When you upgrade the difficulty you change a to a . If you run out of to upgrade (ie. the pool is only ), and still have extra upgrades remaining, first add a new , and then if there is still an upgrade remaining, convert that to . Positive dice may also be upgraded, following the same rules - to , and add if needed.
Example: If the pool is upgraded once for both the positive dice and the difficulty, it becomes . If the check (positive dice) and the difficulty (negative dice) are upgraded four times that initial pool would instead become .
To downgrade either the check (positive dice) or the difficulty (negative dice), it only applies to or . After all dice have been upgraded (if applicable), downgrade by replacing with or with . If more downgrades are called for than there are or available, ignore the remaining downgrades.
Example: Using the final pool from the upgrading example, downgrading both the positive dice and the difficulty of the check four times each would result in - the remaining downgrades are ignored.

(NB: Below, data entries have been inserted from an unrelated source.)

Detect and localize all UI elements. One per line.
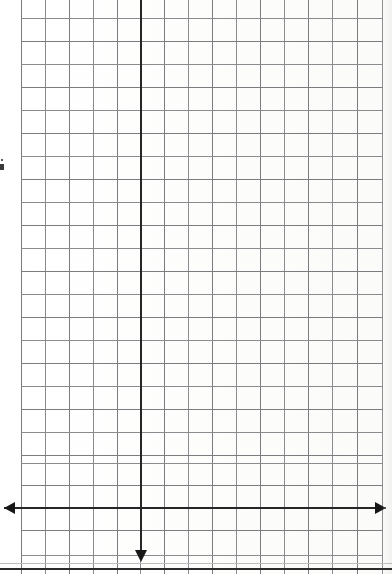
horizontal-axis-line — [4, 507, 386, 509]
axis-arrow-down-icon — [135, 550, 147, 562]
scan-soft-edge-line — [0, 563, 392, 564]
page-edge-artifact-dot-icon — [1, 159, 3, 161]
graph-paper-page — [0, 0, 392, 574]
axis-layer — [0, 0, 392, 574]
page-edge-artifact-icon — [0, 164, 4, 170]
axis-arrow-left-icon — [4, 502, 15, 514]
vertical-axis-line — [140, 0, 142, 550]
right-margin-shading — [382, 0, 392, 574]
scan-bottom-edge-line — [0, 568, 392, 570]
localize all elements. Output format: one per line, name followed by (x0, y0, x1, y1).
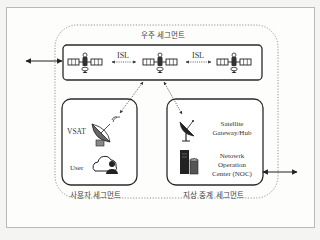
vsat-label: VSAT (67, 128, 86, 136)
gateway-label-line2: Gateway/Hub (204, 130, 260, 137)
space-segment-label: 우주 세그먼트 (141, 32, 185, 40)
gateway-label-line1: Satellite (204, 121, 260, 128)
user-label: User (70, 165, 83, 172)
user-segment-label: 사용자 세그먼트 (70, 192, 121, 200)
ground-segment-label: 지상 중계 세그먼트 (183, 192, 244, 200)
noc-label-line2: Operation (204, 162, 260, 169)
noc-label-line3: Center (NOC) (204, 171, 260, 178)
isl-label: ISL (117, 52, 129, 60)
isl-label: ISL (192, 52, 204, 60)
noc-label-line1: Netowrk (204, 153, 260, 160)
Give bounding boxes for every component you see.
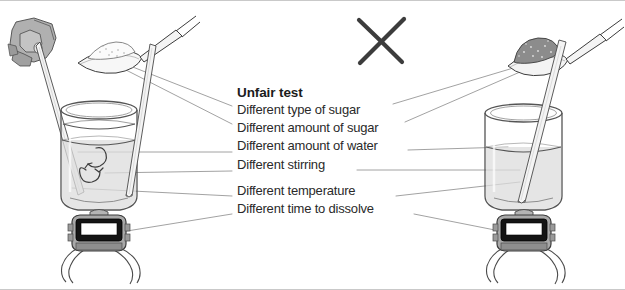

So downgrading does not just offset upgrading (ie upgrading 4x and then downgrading 4x does not cancel each other out to become the initial unmodified pool).
When you increase/decrease the difficulty you add or remove . This is done before any other modifications to the dice pool. In an opposed check it is assumed this would be the equivalent of increasing/decreasing the highest of the opposing character's characteristic/skill level. Upgrades would then be added to the pool (in opposed checks the lower of characteristic/skill upgrades the difficulty), followed by any downgrades.